Collected data entries:
********************

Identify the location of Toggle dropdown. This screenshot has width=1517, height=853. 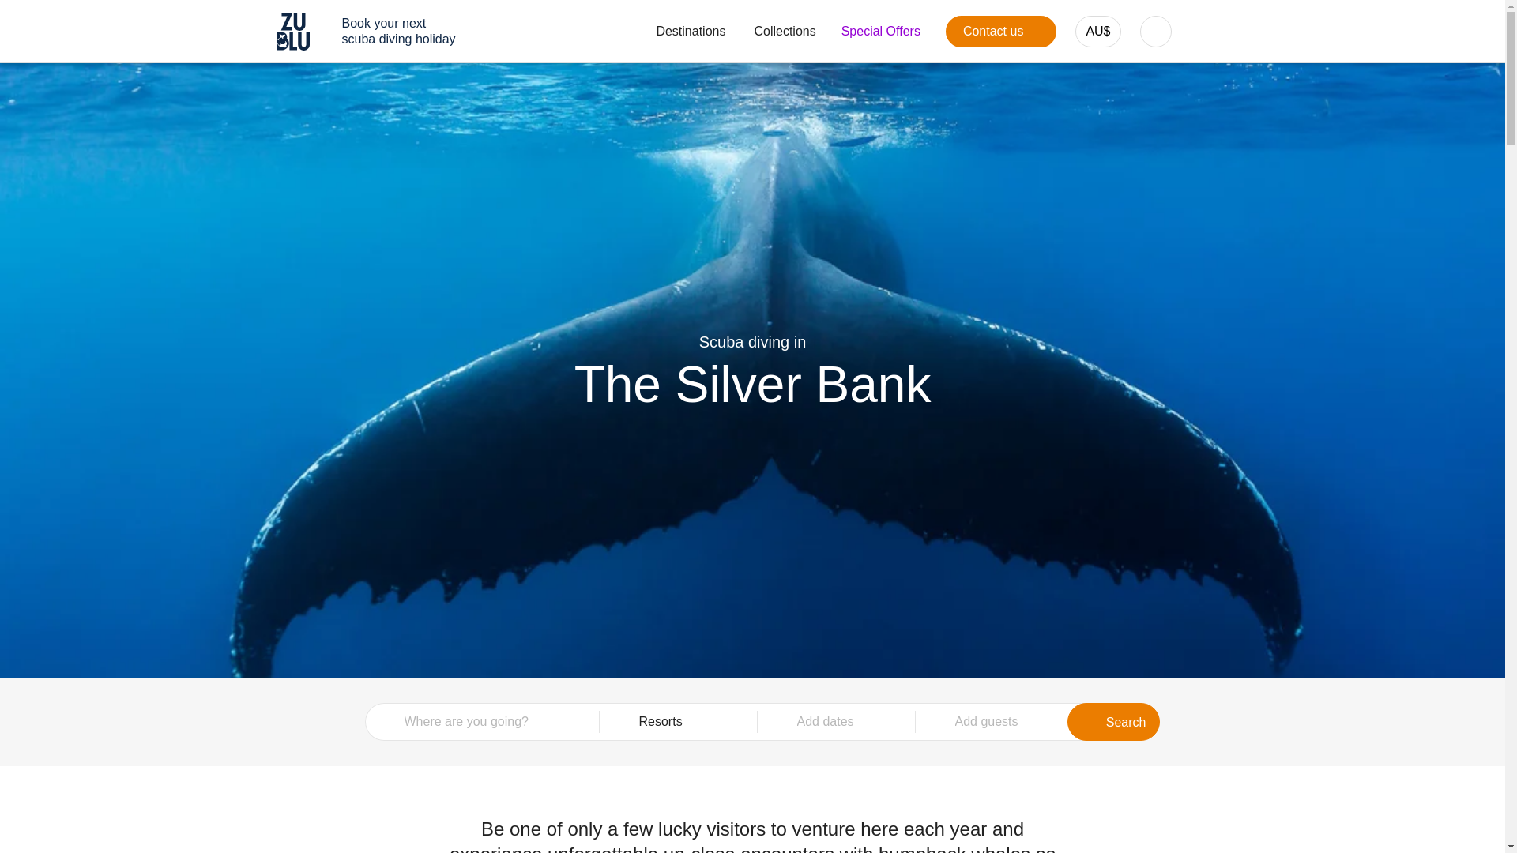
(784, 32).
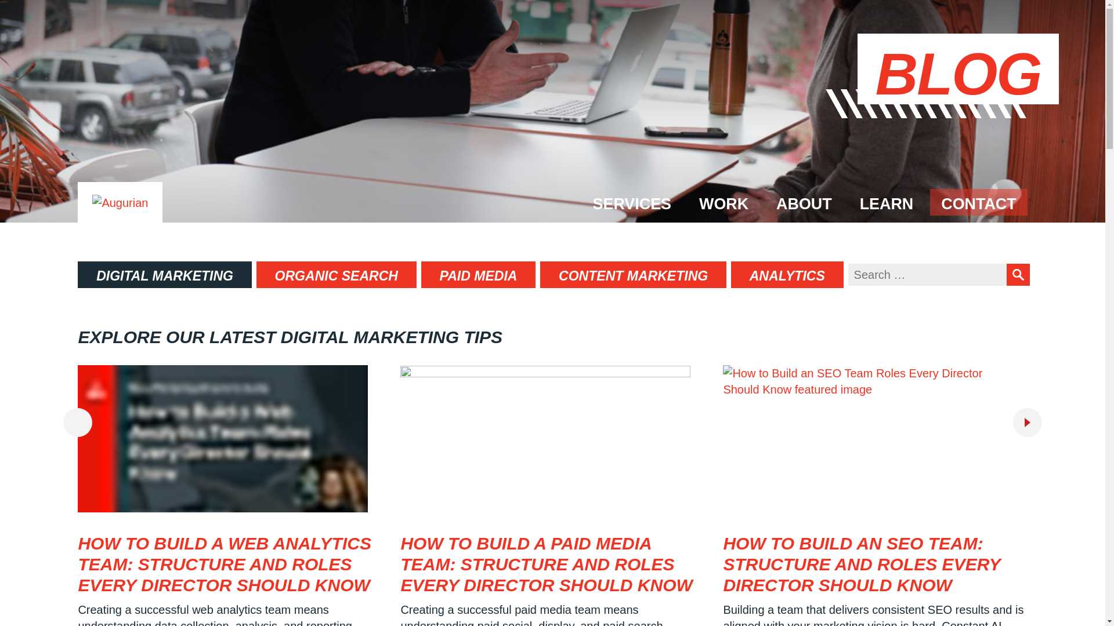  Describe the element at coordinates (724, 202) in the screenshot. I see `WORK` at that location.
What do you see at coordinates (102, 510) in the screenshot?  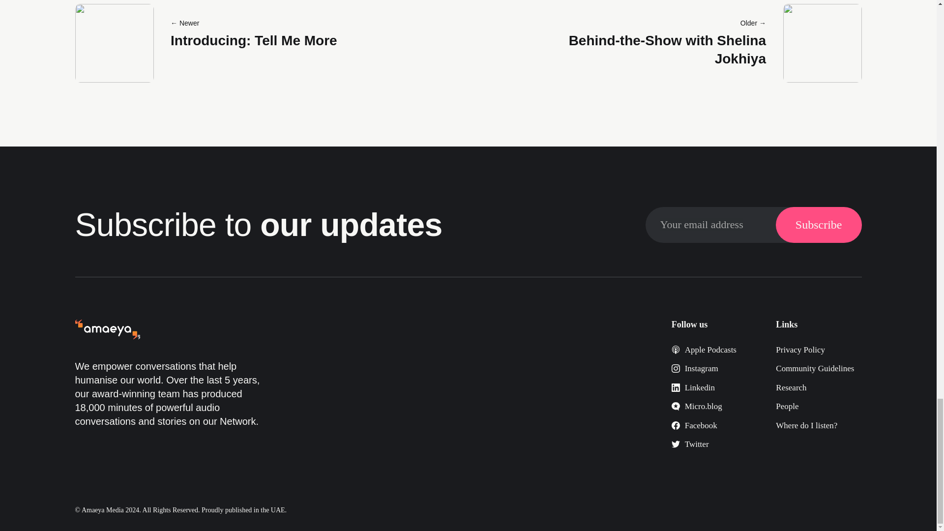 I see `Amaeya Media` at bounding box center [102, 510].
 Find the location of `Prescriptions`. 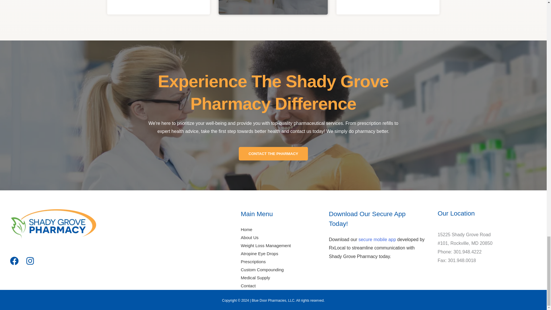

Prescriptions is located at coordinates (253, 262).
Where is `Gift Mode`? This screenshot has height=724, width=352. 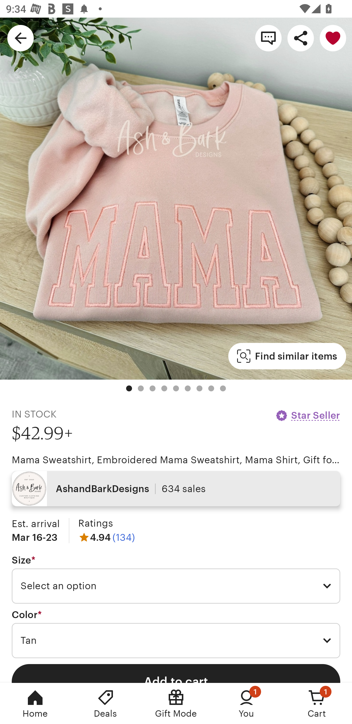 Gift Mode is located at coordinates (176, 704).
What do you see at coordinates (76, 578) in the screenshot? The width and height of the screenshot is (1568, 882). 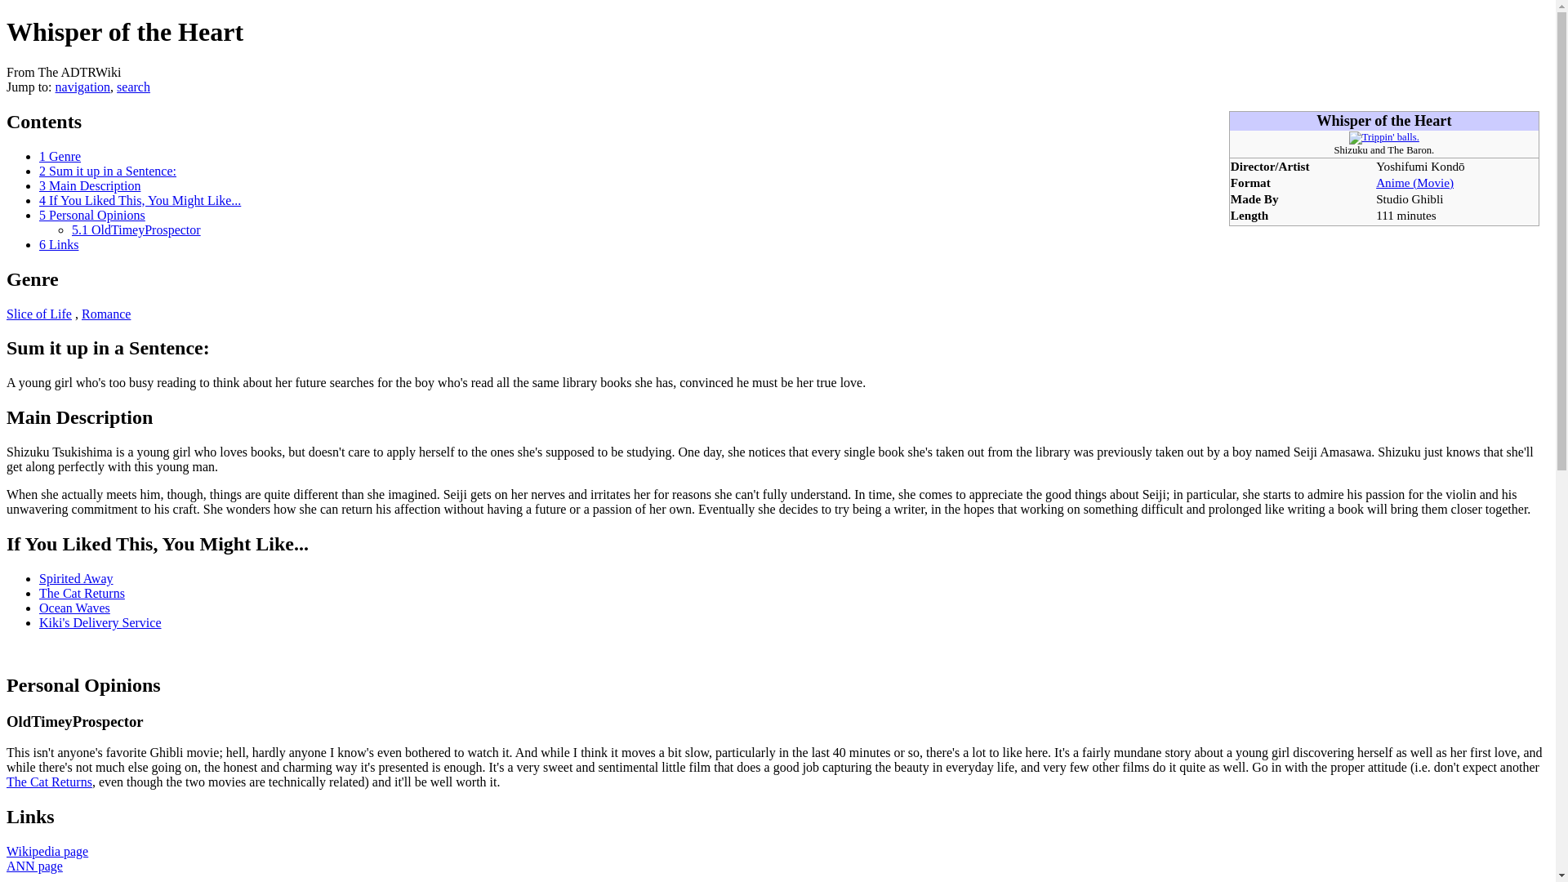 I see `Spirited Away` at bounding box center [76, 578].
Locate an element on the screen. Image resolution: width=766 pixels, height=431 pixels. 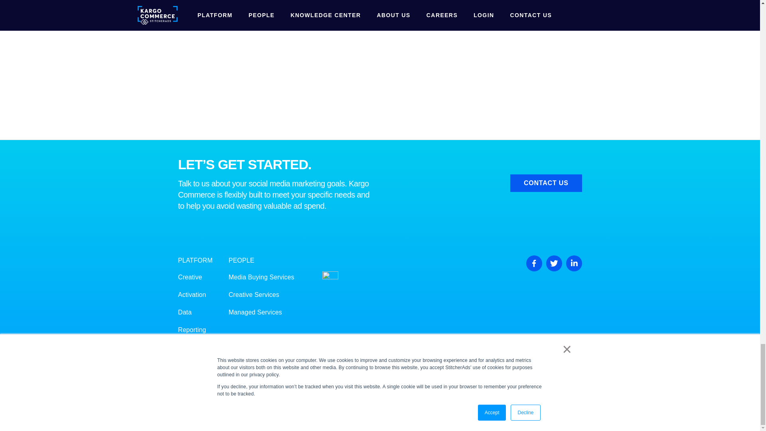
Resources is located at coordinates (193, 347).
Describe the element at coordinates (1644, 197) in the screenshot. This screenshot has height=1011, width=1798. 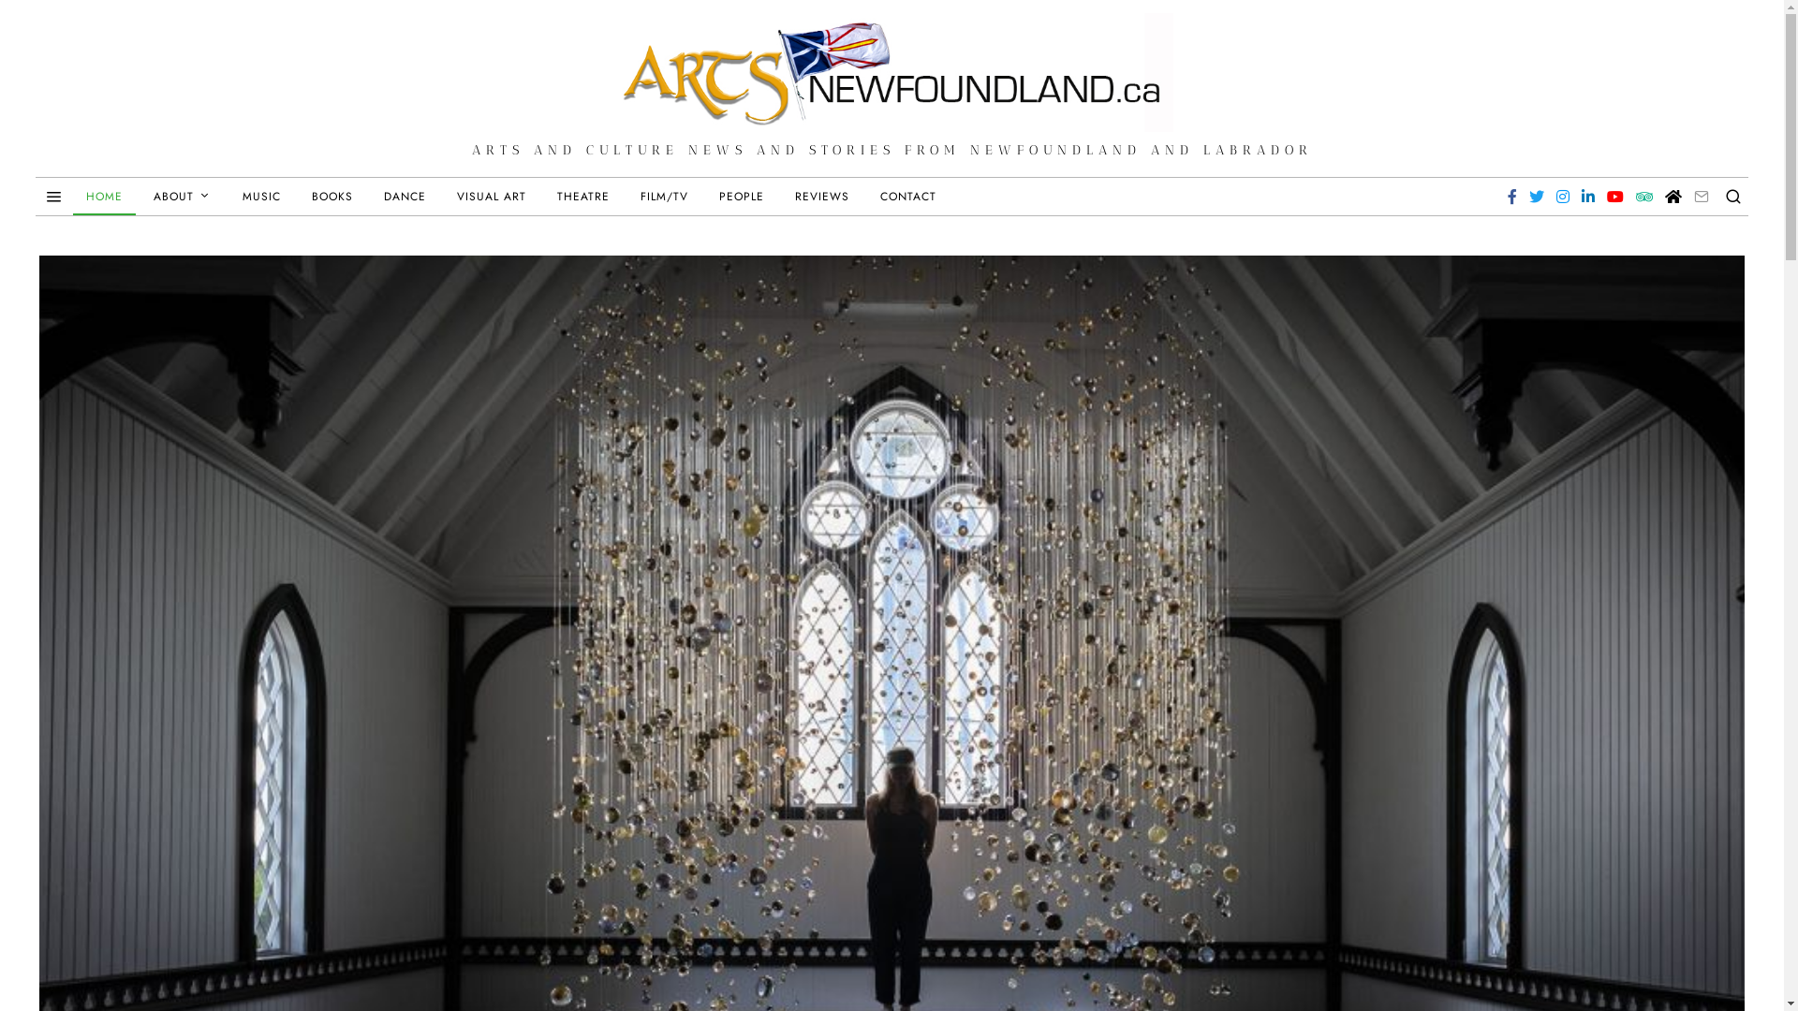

********************

§ REQUIRED WORK: Your output should be only the lines from the line with "Locate an element" through the end of the data, exactly as they stand, and no pictures.

§ REPLY TO THE EXERCISE:
Locate an element on the screen. Image resolution: width=766 pixels, height=431 pixels. 
Resources is located at coordinates (193, 347).
Describe the element at coordinates (1644, 197) in the screenshot. This screenshot has height=1011, width=1798. 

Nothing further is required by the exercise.